Great Performers: Jessye Norman
When the world lost Jessye Norman on September 30, at the age of 74, it lost one of the great voices of recent times: rich, full of colour, flexible and infinitely expressive. As an artist, Norman was aware of her worth and she was every inch the diva.
Read more…Like many of her African-American colleagues – from Marian Anderson to Kathleen Battle, via Leontyne Price, Jessye Norman discovered her voice as a girl, singing in church. The instrument, even then, was supremely flexible and during her professional career she sang a remarkably broad repertoire, making her very difficult to define and characterise as a singer. She could embrace lyric roles like Mozart’s Figaro Countess or the airiest of French mélodie but could also storm the heights of Wagner and Richard Strauss. And she could move from the soprano repertoire down into mezzo territory – here was a singer who could sing Offenbach's Hélène or Richard Strauss's Four Last Songs but also Bizet's 'Carmen' or Mahler's 'Das Lied von der Erde'. Some people claim Norman as a 'Falcon', essentially a singer with a mezzo-soprano timbre but with the ability to soar up into the more dramatic soprano range. But, as she once said, 'pigeonholes are for pigeons'!
As with many American singers, she established her career in Europe. Following a win at the ARD Music Competition in Munich in 1968 (when she was 23), she was given a contract by the Deutsche Oper in Berlin and here she learned her craft – one of her first major roles with the company was Elisabeth in Wagner's 'Tannhäuser'. Soon after she made her Italian debut at La Scala as Verdi's Aida. She wouldn't make her US debut until 1982, but by then she was a major star in the operatic firmament, and she could choose her own roles. And, typically, she embraced a very diverse repertoire.
Norman, for much of her career, kept the various strands of her art in equal balance: opera, oratorio and, particularly song, where she always maintained a link to her roots in recital by throwing in a few spirituals at the end and vesting an extraordinary aura over her audience. (She was one of very few 'classical' singers who could silence and entrance a huge general audience – say at the Olympics or some vast stadium event – with an unaccompanied spiritual.) She also embraced more popular song and jazz with considerable success.
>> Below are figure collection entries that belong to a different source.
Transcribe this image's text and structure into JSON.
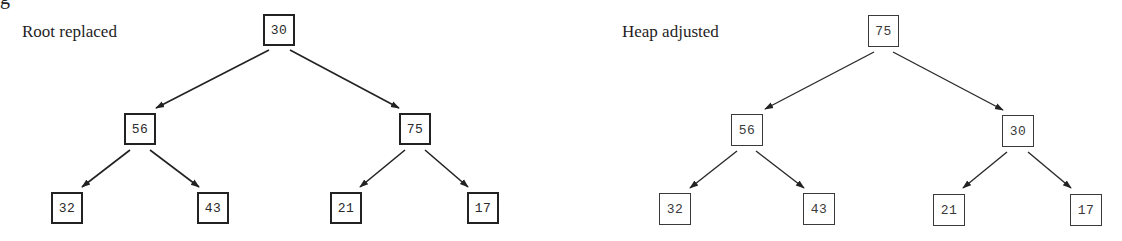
{
  "figure": {
    "fragment_text": "g",
    "panels": [
      {
        "id": "left",
        "caption": "Root replaced",
        "nodes": [
          {
            "id": "root",
            "value": "30"
          },
          {
            "id": "l",
            "value": "56"
          },
          {
            "id": "r",
            "value": "75"
          },
          {
            "id": "ll",
            "value": "32"
          },
          {
            "id": "lr",
            "value": "43"
          },
          {
            "id": "rl",
            "value": "21"
          },
          {
            "id": "rr",
            "value": "17"
          }
        ]
      },
      {
        "id": "right",
        "caption": "Heap adjusted",
        "nodes": [
          {
            "id": "root",
            "value": "75"
          },
          {
            "id": "l",
            "value": "56"
          },
          {
            "id": "r",
            "value": "30"
          },
          {
            "id": "ll",
            "value": "32"
          },
          {
            "id": "lr",
            "value": "43"
          },
          {
            "id": "rl",
            "value": "21"
          },
          {
            "id": "rr",
            "value": "17"
          }
        ]
      }
    ],
    "colors": {
      "stroke": "#222222",
      "background": "#ffffff"
    }
  }
}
Late in her career she enjoyed working solo or in small ensembles with major directors and choreographers in concerts that came closer to 'happenings' – her close friend Robert Wilson staged Schubert's Winterreise for her and achieved, with minimal movement, a thing of wonder and tremendous power.
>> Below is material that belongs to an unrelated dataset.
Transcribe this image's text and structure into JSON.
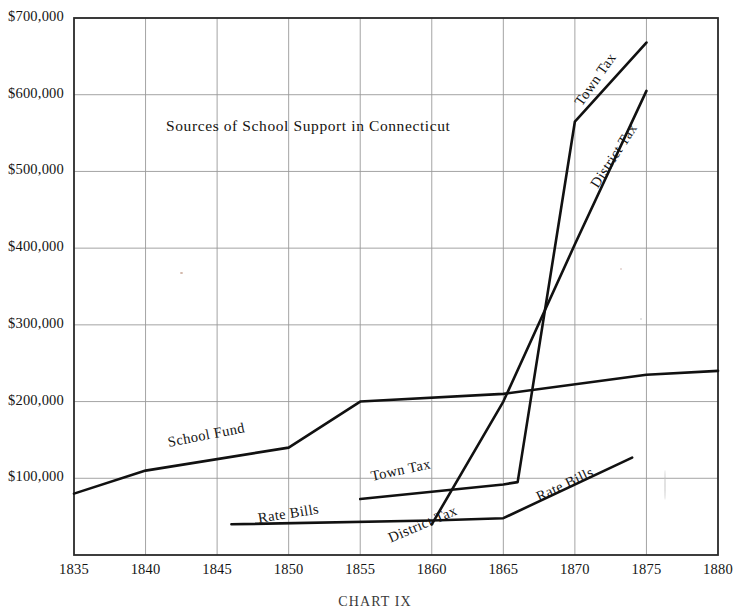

Norman was a keen and prolific recording artist, with the bulk of her catalogue entrusted to Philips and EMI (now Warner Classics) and she worked with the greatest conductors of her time. With Sir Colin Davis she'd sing everything from Mozart to Berlioz and Tippett, with Claudio Abbado it was Mahler, with Sir Georg Solti and James Levine it was Wagner, with Seiji Ozawa she left a memorable, if slightly idiosyncratic Carmen, with Bernard Haitink we have her Leonore ('Fidelio') and with Herbert von Karajan a single example – Isolde's Liebestod. In the song repertoire, she learned much from her regular partners – Dalton Baldwin, magnificent in the French song repertoire, and with Geoffrey Parsons, the German song literature, and as with many singers, Norman had a long and fruitful musical partnership with the conductor and pianist James Levine.
If one had to single out just a handful of Jessye Norman's recordings, I'd opt for her quite overwhelming assumption of Queen Dido in Purcell's opera – 'authentic' in approach it is not, but in spirit, it's extraordinary: her Farewell is torrential in the beauty and richness of tone, and the sheer regality of her characterisation. I'd also have to have an example of her in Mahler's 'Das Lied von der Erde' (another song of farewell), her 'Abschied' is magnificent and alive to every twist and turn of the poetry. Stravinsky's Jocasta, a truly tragic figure, was a central creation for her and, in her voice, the Latin language breathes anew. But for a single example of the Jessye Norman craft, it would have to be Richard Strauss's Four Last Songs, recorded with Leipzig's Gewandhausorchester and Kurt Masur, and released in 1983, when it won numerous awards including a Gramophone Award. It is very slow, but she has the technique (and lungs) to manage it, and in the final song, 'Im Abendrot' (another farewell), she rides Strauss's huge orchestra with ease, indeed she almost appears as another instrument in the composer's fabulous tapestry of sound, the Leipzig players rewarding their colleague with playing of astounding subtlety. This is perhaps the kind of voice Strauss had in mind when he wrote these songs (he had Kirsten Flagstad in mind and she gave the premiere). Had he heard Jessye Norman, Strauss would, one imagines, have nodded in approval and, perhaps, shed a tear at the beauty and range of her performance.